How Can We Become Lucky?

What I’ve Learned from Reading Antifragile

If something is antifragile, not only does it not break in the face of chaos, stress, shock or volatility, but also overcompensates and gain from them. The book Antifragile by Nassim Taleb explains this very interesting phenomenon, and is full of nuggets of wisdom.

Bottom-Up Is Antifragile

The antifragility of a collection comes from the fragility or volatility of its elements.

The author talks about how Switzerland’s lack of centrality actually makes it stable. Cantons, the municipals of Switzerland, are left to their own device. Residents argue, debate a lot. It doesn’t seem harmonious. And yet, this very volatility at the municipal level protects the society against the romanticism of utopias, and leads to the stability at the upper level.

The historical decline of Chinese science is also discussed in the book. As the Chinese society became less bottom-up, the Chinese people lost their hunger for trial and errors . Because they no longer had the drive to tinker like the Europeans, they missed the opportunity to invent the spinning machine, even though China at that time already had all the means to do so.

I can see how bottom-up can instill a sense of agency and empowerment within individuals, which then results in the robustness or prosperity of the larger group. We learn faster when we are able to choose the things that we’d like to learn. Companies are more innovative when ideas from employees are welcomed, valued and implemented. We feel more alive and fulfilled when we are given the freedom to choose the best way to live our life that suits us rather than following the rigid roadmap imposed upon us by society. Bottom-up is energetic and liberating while the opposite is stifling and suffocating.

Never Stop Tinkering

Risk taking is “convex” or antifragile according to the book: Many attempts will fail, but as long as the losses aren’t fatal, the payoff will be huge once there’s a success. Entrepreneurship is risk taking, and from the perspective of the author, that’s America’s biggest asset.

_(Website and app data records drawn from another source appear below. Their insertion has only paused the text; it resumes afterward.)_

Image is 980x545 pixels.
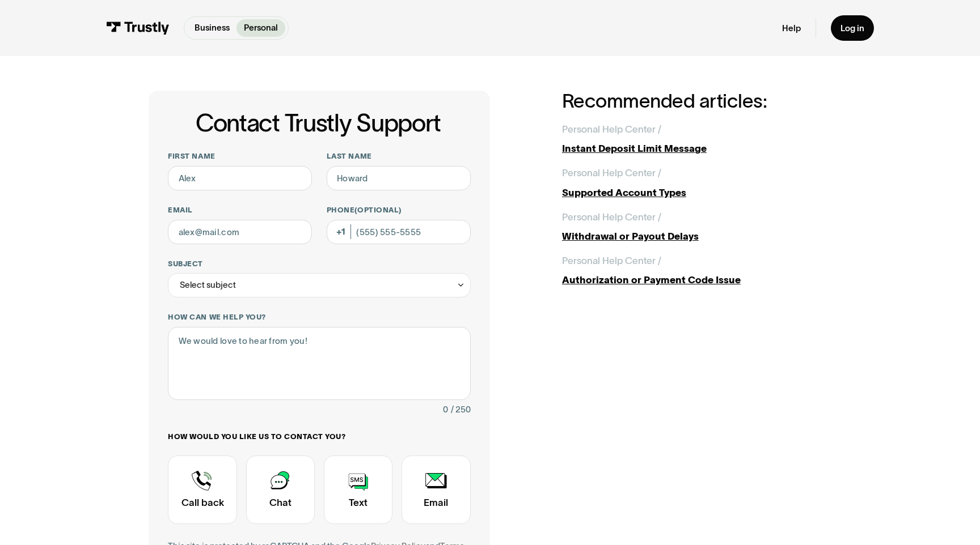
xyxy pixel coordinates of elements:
div: Personal Help Center / [562,166,661,181]
input: Alex [168,166,312,190]
p: Business [194,22,230,35]
label: How would you like us to contact you? [168,432,470,442]
p: Personal [244,22,278,35]
span: (Optional) [354,206,401,214]
div: Instant Deposit Limit Message [562,141,832,156]
div: Personal Help Center / [562,121,661,136]
a: Personal Help Center /Supported Account Types [562,166,832,200]
div: Select subject [168,273,470,298]
a: Personal Help Center /Withdrawal or Payout Delays [562,210,832,244]
div: 0 [443,403,448,417]
a: Business [187,19,237,36]
input: alex@mail.com [168,220,312,245]
label: Email [168,205,312,215]
label: Subject [168,259,470,269]
div: Personal Help Center / [562,253,661,268]
a: Personal Help Center /Authorization or Payment Code Issue [562,253,832,287]
a: Personal [236,19,286,36]
div: Select subject [180,278,236,292]
label: How can we help you? [168,312,470,322]
div: Personal Help Center / [562,210,661,225]
label: Phone [326,205,470,215]
div: Authorization or Payment Code Issue [562,272,832,287]
img: Trustly Logo [106,22,169,35]
a: Personal Help Center /Instant Deposit Limit Message [562,121,832,156]
input: Howard [326,166,470,190]
label: Last name [326,151,470,161]
h2: Recommended articles: [562,91,832,112]
a: Log in [831,16,874,41]
label: First name [168,151,312,161]
h1: Contact Trustly Support [166,110,470,136]
div: Log in [840,23,864,34]
a: Help [782,23,800,34]
div: / 250 [451,403,470,417]
div: Withdrawal or Payout Delays [562,229,832,244]
input: (555) 555-5555 [326,220,470,245]
div: Supported Account Types [562,186,832,200]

Real progress comes from doing rather than talking. It didn’t happen because of the theories people later came up with to try to explain the breakthrough. We should never underestimate the accumulated effect of small actions and the progress they can generate. We should never stop tinkering.

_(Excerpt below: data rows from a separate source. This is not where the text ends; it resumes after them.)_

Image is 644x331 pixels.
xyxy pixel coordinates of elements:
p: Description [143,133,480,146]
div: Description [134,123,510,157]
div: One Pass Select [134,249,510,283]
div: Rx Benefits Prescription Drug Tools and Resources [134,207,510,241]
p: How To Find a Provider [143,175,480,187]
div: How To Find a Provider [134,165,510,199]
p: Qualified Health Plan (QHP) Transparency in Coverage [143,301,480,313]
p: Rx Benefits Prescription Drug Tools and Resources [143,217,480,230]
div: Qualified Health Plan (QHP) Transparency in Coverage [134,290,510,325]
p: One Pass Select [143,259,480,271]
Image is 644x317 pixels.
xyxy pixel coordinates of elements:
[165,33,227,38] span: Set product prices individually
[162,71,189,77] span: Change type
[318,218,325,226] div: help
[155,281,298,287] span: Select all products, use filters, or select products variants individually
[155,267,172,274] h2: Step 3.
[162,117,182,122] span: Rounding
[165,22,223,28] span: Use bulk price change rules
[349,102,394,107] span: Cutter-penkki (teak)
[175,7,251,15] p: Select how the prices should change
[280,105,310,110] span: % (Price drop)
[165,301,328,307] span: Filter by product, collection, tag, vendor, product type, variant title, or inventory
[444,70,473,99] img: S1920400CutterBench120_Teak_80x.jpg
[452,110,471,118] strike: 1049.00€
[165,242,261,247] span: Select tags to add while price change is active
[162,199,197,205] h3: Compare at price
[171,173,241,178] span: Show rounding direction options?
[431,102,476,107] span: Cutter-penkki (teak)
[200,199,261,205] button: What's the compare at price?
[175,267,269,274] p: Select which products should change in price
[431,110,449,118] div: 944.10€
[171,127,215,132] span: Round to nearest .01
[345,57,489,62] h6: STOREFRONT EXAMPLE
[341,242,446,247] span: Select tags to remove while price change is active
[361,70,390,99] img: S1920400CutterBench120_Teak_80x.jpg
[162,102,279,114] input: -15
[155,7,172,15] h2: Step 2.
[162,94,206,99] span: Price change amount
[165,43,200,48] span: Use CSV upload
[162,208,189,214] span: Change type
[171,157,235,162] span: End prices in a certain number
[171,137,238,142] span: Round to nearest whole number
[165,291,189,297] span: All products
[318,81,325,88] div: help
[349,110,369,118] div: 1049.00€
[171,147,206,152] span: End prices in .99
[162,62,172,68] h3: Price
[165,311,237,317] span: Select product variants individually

The industrial revolution didn’t happen because people suddenly knew how to revolutionize industries at that time, but because of the actions they had taken: It was the craftsmen’s tinkering that led to the creation of the steam engine. According to the book, the ancient Greek already had the knowledge of using steam to power devices, but nobody had actually use this knowledge to build any device for practical, useful work.

To harness risk and volatility, the author also talks about the barbell strategy. This strategy puts a cap on risk exposure so that we won’t be devastated by the downside while at the same time still have the chance to reap the huge benefit generated by the upside.

So throw away the false belief that we need to have all the knowledge ready before we can start working on something. Action breeds knowledge, rather than the other way around. Without action, there shall be no progress. Be biased towards action and be smarter with risk.

Let Nature Do Its Thing

Nature and organisms are inherently antifragile. Once we understand this, we’ll refrain from what the book calls naive intervention, which takes away the healthy amount of stressors that the organic needs in order to thrive.

Iatrogenics is an example of naive intervention: Unnecessary treatments and excessive medications actually do more harm than good to the body. They disrupt our natural healing power that reacts to stressors that causes our body to overshoot to make us healthy and strong.

Not doing is just as important as doing. In the book, it’s called via negativa.

Final Thoughts

If you’ve read this far, you might be asking: how on earth does luck have anything to do with this antifragility thing?

Well, here’s how I think they are related: Don’t shy away from chaos, risk and volatility. Less talking, more doing. Have an entrepreneur spirit. Take risk while at the same time hedge against it wisely. Tinker, explore, experiment. Value small actions, celebrate failures. If we do this, we’ll be able to take advantage of the opportunity that come with the randomness in life and become lucky. If more people do this, we’ll be able to make our society better.